03/11/2008
The effectiveness of television ads are declining, but as long as television keeps expanding, the ads themselves are going nowhere. Changing how TV ads are delivered can transform them from the waste of media they often seem to be into a relevant brand invitation.
Targeted advertising and interactivity can accomplish this by harnessing viewer input to trigger ad selection and subsequent communications. Herein lies the opportunity to finally break away from simple demographics and context and move towards marketing to complex individuals based on their multifaceted tastes and individual needs.
There are ways to know, or guess, who is watching a television and their preferences. While there are currently some privacy concerns, for the purpose of this column, it is only important to know that targeting is possible with existing technology.
I define "Targeted TV Advertising" as: Using gathered data, artificial intelligence and feedback from viewers to display messages viewers indicate to be relevant and predict the relevance of other messages.
Targeted Ad Selection
In addition to automatic profiling based on viewing habits, with a little interaction, viewers themselves can actively affect ad selection. For instance, while watching a TV spot, a viewer can give it a "thumbs up" or "thumbs down" by pressing a button on his remote. Like StumbleUpon for TV, over time the system will learn his likes and dislikes and adjust its ad service accordingly. This differs from current opt-in "press to play" ad systems because the ads are displayed inline and appear with or without user prompting. For the less privacy-conscious this can be augmented by filling out a preference questionnaire, thus ensuring the best possible matches for the viewer and the advertiser.
Some tangible benefits of filling out the questionnaire:
No tampon ads in a household of men.
Mortgage ads for those in the market for a new house.
Pet foods ads to people with pets, not for those without.
No non-kosher food ads for kosher families.
Targeted advertising largely solves the issue of relevance, but how do we extend our message and make it easier for the viewer to become a customer?

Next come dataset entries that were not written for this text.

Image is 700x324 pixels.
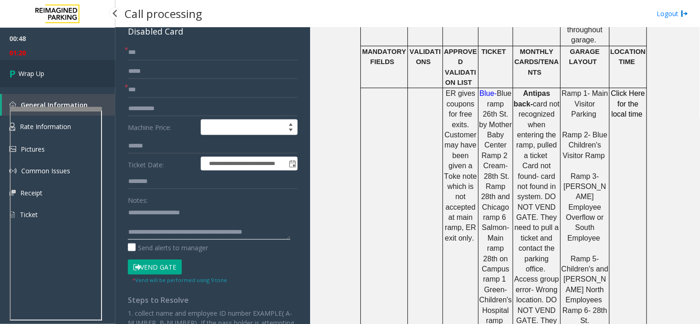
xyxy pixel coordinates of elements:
[362,48,406,66] span: MANDATORY FIELDS
[9,167,17,175] img: 'icon'
[514,90,550,108] span: Antipas back-
[563,173,606,242] span: Ramp 3- [PERSON_NAME] Employee Overflow or South Employee
[410,48,441,66] span: VALIDATIONS
[284,120,297,127] span: Increase value
[2,94,115,116] a: General Information
[18,69,44,78] span: Wrap Up
[481,48,506,55] span: TICKET
[444,90,477,242] span: ER gives coupons for free exits. Customer may have been given a Toke note which is not accepted a...
[516,100,560,160] span: card not recognized when entering the ramp, pulled a ticket
[287,157,297,170] span: Toggle popup
[562,90,608,118] span: Ramp 1- Main Visitor Parking
[514,48,559,76] span: MONTHLY CARDS/TENANTS
[128,192,148,205] label: Notes:
[128,25,298,38] div: Disabled Card
[126,157,198,171] label: Ticket Date:
[120,2,207,25] h3: Call processing
[569,48,599,66] span: GARAGE LAYOUT
[128,243,208,253] label: Send alerts to manager
[681,9,688,18] img: logout
[514,162,559,273] span: Card not found- card not found in system. DO NOT VEND GATE. They need to pull a ticket and contac...
[9,211,15,219] img: 'icon'
[9,146,16,152] img: 'icon'
[482,224,509,283] span: Salmon- Main ramp 28th on Campus ramp 1
[126,120,198,135] label: Machine Price:
[128,296,298,305] h4: Steps to Resolve
[444,48,477,86] span: APPROVED VALIDATION LIST
[611,90,645,118] a: Click Here for the local time
[479,90,512,159] span: Blue ramp 26th St. by Mother Baby Center Ramp 2
[481,162,510,221] span: Cream- 28th St. Ramp 28th and Chicago ramp 6
[132,277,227,284] small: Vend will be performed using 9 tone
[657,9,688,18] a: Logout
[562,131,608,160] span: Ramp 2- Blue Children's Visitor Ramp
[9,102,16,108] img: 'icon'
[9,190,16,196] img: 'icon'
[484,286,507,294] span: Green-
[479,90,496,97] span: Blue-
[594,36,596,44] span: .
[21,101,88,109] span: General Information
[479,296,512,304] span: Children's
[9,123,15,131] img: 'icon'
[562,255,609,305] span: Ramp 5- Children's and [PERSON_NAME] North Employees
[284,127,297,135] span: Decrease value
[610,48,646,66] span: LOCATION TIME
[128,260,182,275] button: Vend Gate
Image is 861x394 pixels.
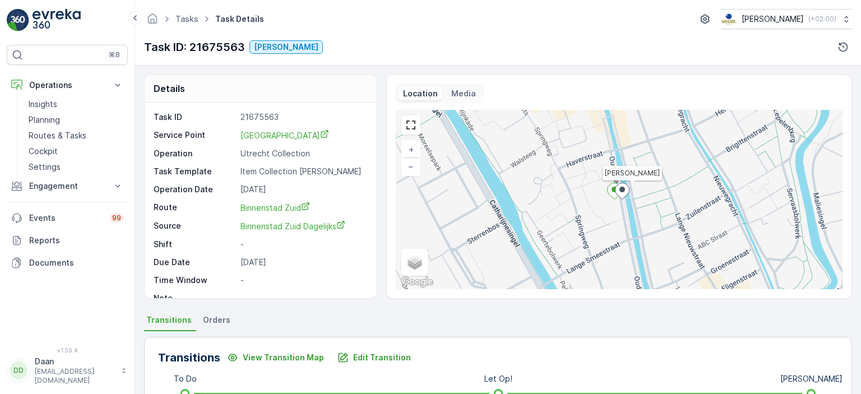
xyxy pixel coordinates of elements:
[24,159,128,175] a: Settings
[35,356,115,367] p: Daan
[29,257,123,268] p: Documents
[29,235,123,246] p: Reports
[240,112,364,123] p: 21675563
[7,74,128,96] button: Operations
[402,117,419,133] a: View Fullscreen
[154,112,236,123] p: Task ID
[240,203,310,212] span: Binnenstad Zuid
[451,88,476,99] p: Media
[154,239,236,250] p: Shift
[7,347,128,354] span: v 1.50.4
[29,212,103,224] p: Events
[7,252,128,274] a: Documents
[154,220,236,232] p: Source
[29,180,105,192] p: Engagement
[240,257,364,268] p: [DATE]
[29,130,86,141] p: Routes & Tasks
[408,161,414,171] span: −
[240,129,364,141] a: Conscious Hotel Utrecht
[112,214,121,223] p: 99
[240,275,364,286] p: -
[7,229,128,252] a: Reports
[249,40,323,54] button: Geen Afval
[240,293,364,304] p: -
[24,143,128,159] a: Cockpit
[213,13,266,25] span: Task Details
[240,239,364,250] p: -
[780,373,842,384] p: [PERSON_NAME]
[7,356,128,385] button: DDDaan[EMAIL_ADDRESS][DOMAIN_NAME]
[409,145,414,154] span: +
[399,275,435,289] a: Open this area in Google Maps (opens a new window)
[33,9,81,31] img: logo_light-DOdMpM7g.png
[35,367,115,385] p: [EMAIL_ADDRESS][DOMAIN_NAME]
[240,166,364,177] p: Item Collection [PERSON_NAME]
[243,352,324,363] p: View Transition Map
[721,13,737,25] img: basis-logo_rgb2x.png
[403,88,438,99] p: Location
[240,202,364,214] a: Binnenstad Zuid
[154,275,236,286] p: Time Window
[154,82,185,95] p: Details
[154,257,236,268] p: Due Date
[24,96,128,112] a: Insights
[399,275,435,289] img: Google
[24,112,128,128] a: Planning
[154,202,236,214] p: Route
[174,373,197,384] p: To Do
[24,128,128,143] a: Routes & Tasks
[146,17,159,26] a: Homepage
[240,184,364,195] p: [DATE]
[402,250,427,275] a: Layers
[220,349,331,367] button: View Transition Map
[7,9,29,31] img: logo
[29,80,105,91] p: Operations
[484,373,512,384] p: Let Op!
[7,207,128,229] a: Events99
[29,99,57,110] p: Insights
[7,175,128,197] button: Engagement
[146,314,192,326] span: Transitions
[402,158,419,175] a: Zoom Out
[742,13,804,25] p: [PERSON_NAME]
[254,41,318,53] p: [PERSON_NAME]
[721,9,852,29] button: [PERSON_NAME](+02:00)
[10,362,27,379] div: DD
[240,131,329,140] span: [GEOGRAPHIC_DATA]
[240,220,364,232] a: Binnenstad Zuid Dagelijks
[154,129,236,141] p: Service Point
[154,166,236,177] p: Task Template
[29,161,61,173] p: Settings
[158,349,220,366] p: Transitions
[29,146,58,157] p: Cockpit
[154,148,236,159] p: Operation
[109,50,120,59] p: ⌘B
[175,14,198,24] a: Tasks
[29,114,60,126] p: Planning
[353,352,411,363] p: Edit Transition
[154,293,236,304] p: Note
[240,148,364,159] p: Utrecht Collection
[203,314,230,326] span: Orders
[154,184,236,195] p: Operation Date
[331,349,418,367] button: Edit Transition
[240,221,345,231] span: Binnenstad Zuid Dagelijks
[402,141,419,158] a: Zoom In
[808,15,836,24] p: ( +02:00 )
[144,39,245,55] p: Task ID: 21675563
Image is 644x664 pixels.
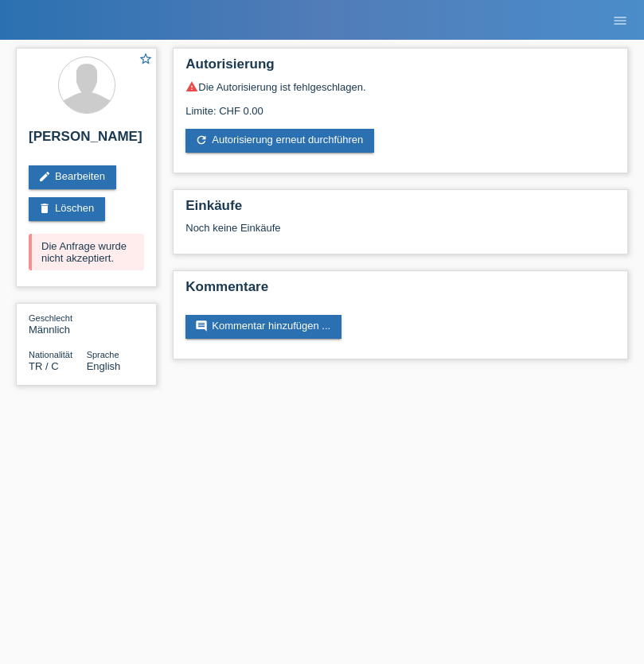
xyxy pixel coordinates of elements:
i: warning [186,80,198,93]
span: Türkei / C / 01.08.1990 [28,360,59,372]
div: Die Anfrage wurde nicht akzeptiert. [28,234,144,270]
a: editBearbeiten [28,165,116,189]
i: refresh [195,134,207,147]
i: star_border [139,52,153,66]
i: delete [38,202,51,215]
a: refreshAutorisierung erneut durchführen [186,129,374,153]
h2: [PERSON_NAME] [28,129,144,153]
h2: Autorisierung [186,57,615,80]
span: English [87,360,121,372]
a: deleteLöschen [28,198,105,221]
a: star_border [139,52,153,68]
i: edit [38,170,51,183]
div: Die Autorisierung ist fehlgeschlagen. [186,80,615,93]
a: commentKommentar hinzufügen ... [186,315,341,338]
div: Noch keine Einkäufe [186,222,615,245]
h2: Einkäufe [186,198,615,222]
span: Sprache [87,350,119,360]
a: menu [603,15,636,24]
h2: Kommentare [186,279,615,303]
i: menu [612,13,628,28]
div: Limite: CHF 0.00 [186,93,615,117]
span: Geschlecht [28,313,72,323]
div: Männlich [28,312,87,335]
span: Nationalität [28,350,72,360]
i: comment [195,320,207,333]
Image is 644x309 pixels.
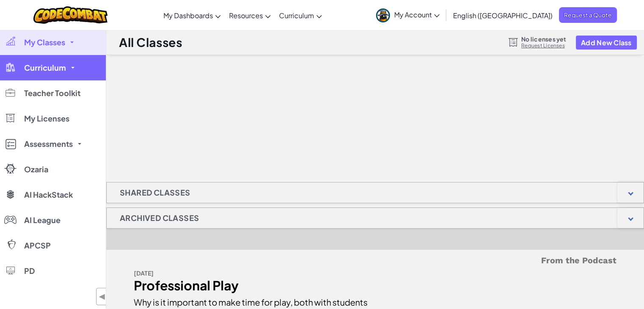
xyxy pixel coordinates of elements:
[521,42,566,49] a: Request Licenses
[24,64,66,72] span: Curriculum
[279,11,314,20] span: Curriculum
[24,39,65,46] span: My Classes
[559,7,617,23] a: Request a Quote
[107,182,204,203] h1: Shared Classes
[453,11,552,20] span: English ([GEOGRAPHIC_DATA])
[229,11,263,20] span: Resources
[394,10,440,19] span: My Account
[24,165,48,173] span: Ozaria
[448,4,556,27] a: English ([GEOGRAPHIC_DATA])
[24,114,69,123] span: My Licenses
[372,2,444,29] a: My Account
[275,4,326,27] a: Curriculum
[24,216,61,224] span: AI League
[33,6,107,24] img: CodeCombat logo
[163,11,213,20] span: My Dashboards
[24,89,81,97] span: Teacher Toolkit
[119,34,182,50] h1: All Classes
[521,36,566,42] span: No licenses yet
[24,140,73,148] span: Assessments
[376,8,390,22] img: avatar
[107,207,212,228] h1: Archived Classes
[134,279,368,292] div: Professional Play
[159,4,225,27] a: My Dashboards
[99,290,106,303] span: ◀
[134,267,368,279] div: [DATE]
[576,36,636,50] button: Add New Class
[225,4,275,27] a: Resources
[134,254,617,267] h5: From the Podcast
[24,191,73,199] span: AI HackStack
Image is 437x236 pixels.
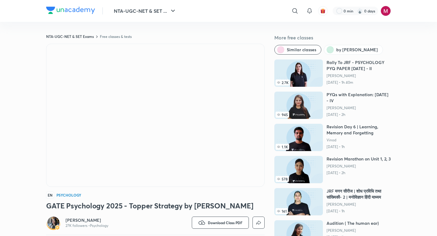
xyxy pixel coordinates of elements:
[327,106,391,111] a: [PERSON_NAME]
[381,6,391,16] img: Manya Sati
[57,194,81,197] h4: Psychology
[327,202,391,207] a: [PERSON_NAME]
[46,201,265,211] h3: GATE Psychology 2025 - Topper Strategy by [PERSON_NAME]
[276,208,288,214] span: 161
[337,47,378,53] span: by Hafsa Malik
[46,216,61,230] a: Avatarbadge
[66,217,108,224] a: [PERSON_NAME]
[327,209,391,214] p: [DATE] • 1h
[327,221,379,227] h6: Audition ( The human ear)
[275,34,391,41] h5: More free classes
[208,221,243,225] span: Download Class PDF
[276,80,290,86] span: 2.7K
[55,226,60,230] img: badge
[324,45,383,55] button: by Hafsa Malik
[327,138,391,143] a: Vinod
[327,156,391,162] h6: Revision Marathon on Unit 1, 2, 3
[276,144,289,150] span: 1.1K
[46,7,95,14] img: Company Logo
[327,188,391,200] h6: JRF मनन सीरीज | शोध प्रविधि तथा सांख्यिकी- 2 | मनोविज्ञान हिंदी माध्यम
[46,44,265,187] iframe: Class
[327,124,391,136] h6: Revision Day 6 | Learning, Memory and Forgetting
[327,145,391,149] p: [DATE] • 1h
[327,112,391,117] p: [DATE] • 2h
[327,74,391,78] a: [PERSON_NAME]
[110,5,180,17] button: NTA-UGC-NET & SET ...
[192,217,249,229] button: Download Class PDF
[357,8,363,14] img: streak
[327,80,391,85] p: [DATE] • 1h 40m
[327,92,391,104] h6: PYQs with Explanation: [DATE] - IV
[46,192,54,199] span: EN
[287,47,317,53] span: Similar classes
[327,164,391,169] a: [PERSON_NAME]
[318,6,328,16] button: avatar
[46,34,94,39] a: NTA-UGC-NET & SET Exams
[327,228,379,233] a: [PERSON_NAME]
[276,176,289,182] span: 578
[100,34,132,39] a: Free classes & tests
[327,60,391,72] h6: Rally To JRF - PSYCHOLOGY PYQ PAPER [DATE] - II
[327,171,391,176] p: [DATE] • 2h
[320,8,326,14] img: avatar
[47,217,60,229] img: Avatar
[66,224,108,228] p: 27K followers • Psychology
[275,45,322,55] button: Similar classes
[46,7,95,15] a: Company Logo
[276,112,289,118] span: 945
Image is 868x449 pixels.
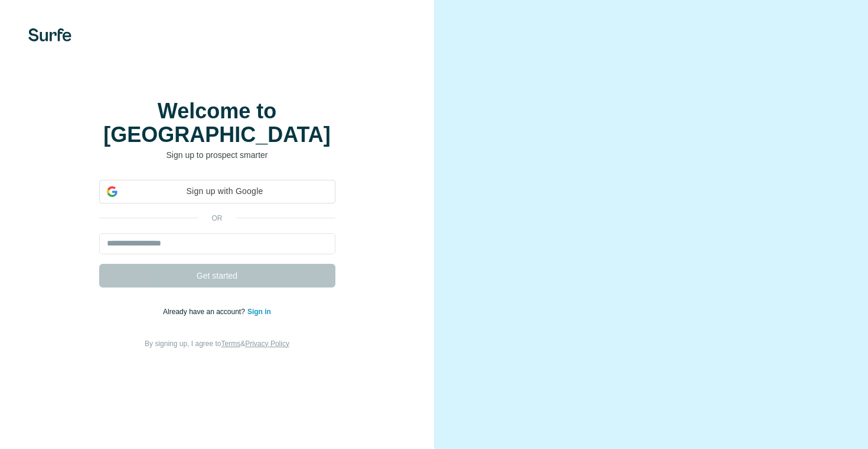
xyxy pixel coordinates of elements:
a: Sign in [247,307,271,316]
a: Terms [221,339,241,348]
p: or [198,213,237,224]
div: Sign up with Google [100,180,335,203]
a: Privacy Policy [245,339,289,348]
span: Already have an account? [163,307,247,316]
img: Surfe's logo [28,28,71,41]
h1: Welcome to [GEOGRAPHIC_DATA] [100,100,335,146]
p: Sign up to prospect smarter [100,149,335,161]
span: Sign up with Google [122,185,328,198]
span: By signing up, I agree to & [145,339,289,348]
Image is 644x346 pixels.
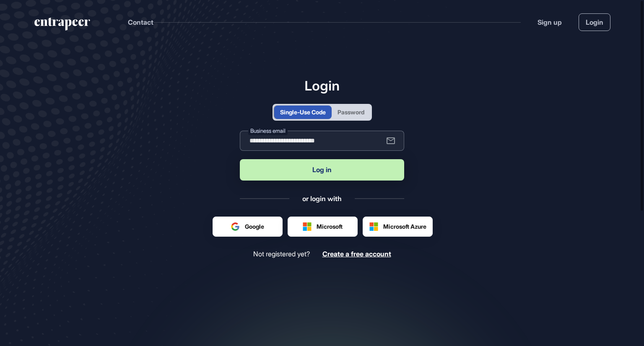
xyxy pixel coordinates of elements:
[248,126,287,135] label: Business email
[240,77,404,93] h1: Login
[302,194,341,203] div: or login with
[240,159,404,181] button: Log in
[578,14,610,31] a: Login
[322,250,391,258] a: Create a free account
[338,108,364,117] div: Password
[537,17,561,27] a: Sign up
[253,250,309,258] span: Not registered yet?
[322,250,391,258] span: Create a free account
[280,108,325,117] div: Single-Use Code
[33,17,91,33] a: entrapeer-logo
[127,17,153,27] button: Contact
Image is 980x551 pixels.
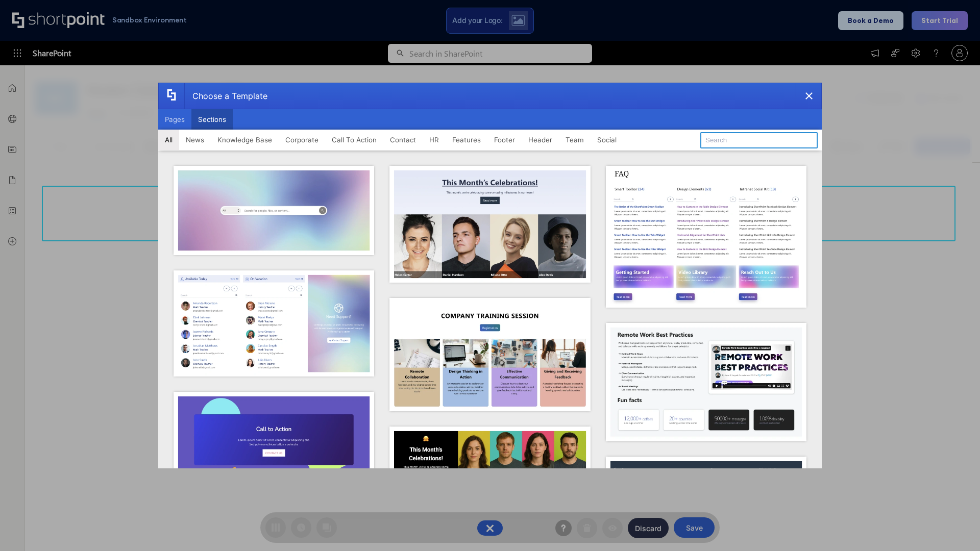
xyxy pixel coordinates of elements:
[179,129,211,150] button: News
[211,129,278,150] button: Knowledge Base
[487,129,522,150] button: Footer
[446,129,487,150] button: Features
[184,83,267,109] div: Choose a Template
[559,129,590,150] button: Team
[158,109,191,129] button: Pages
[701,132,817,148] input: Search
[325,129,383,150] button: Call To Action
[590,129,623,150] button: Social
[423,129,446,150] button: HR
[158,129,179,150] button: All
[158,82,821,468] div: template selector
[796,432,980,551] iframe: Chat Widget
[383,129,423,150] button: Contact
[522,129,559,150] button: Header
[278,129,325,150] button: Corporate
[191,109,233,129] button: Sections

Interactivity and Message Extension
Acting upon information in a TV spot is hard. Not only is the ad itself competing for attention, so is the act of processing it, remembering it and acting on it at the appropriate time.
Responding to an ad can be made easier using the same remote control technology as above, additionally gathering data and increasing brand touch points for the advertiser. If a viewer sees a spot he wants more information about, he can click a button on his remote, and the brand will send him an email to peruse at his leisure. Or, to get more sophisticated, pressing a different button will send a brochure in the mail or a text message with a coupon to use at the local store. To those familiar with "direct response television" (DRTV), this extends those principles, but lowers the barrier to interact (pressing a button versus making a phone call) and increases the breadth of actions that can be performed automatically.
If an advertiser hooks these leads into their customer relationship management system (CRM), they have a self-engineered gold mine because not only do they know how many people saw their spot, they know who the people are and where they live, allowing all other marketing efforts to be more focused. When advertisers have better information, they can put out fewer, better communications with greater effect, nurturing more meaningful relationships with customers. Who would send out 100,000 cheap direct mail pieces with a low return rate when they could send out really impressive, sexy packages to people who watched their spot and liked their product?
In conclusion, targeted television advertising has two main strengths. The first is that it requires guesswork for an advertiser to pick an audience for a product, but the audience is rarely wrong when it chooses the product itself. Secondly, and more importantly, viewers will be treated as real people whose opinions matter, and their time and attention will be respected. As viewers and advertisers, let’s all hope that targeting comes to television soon.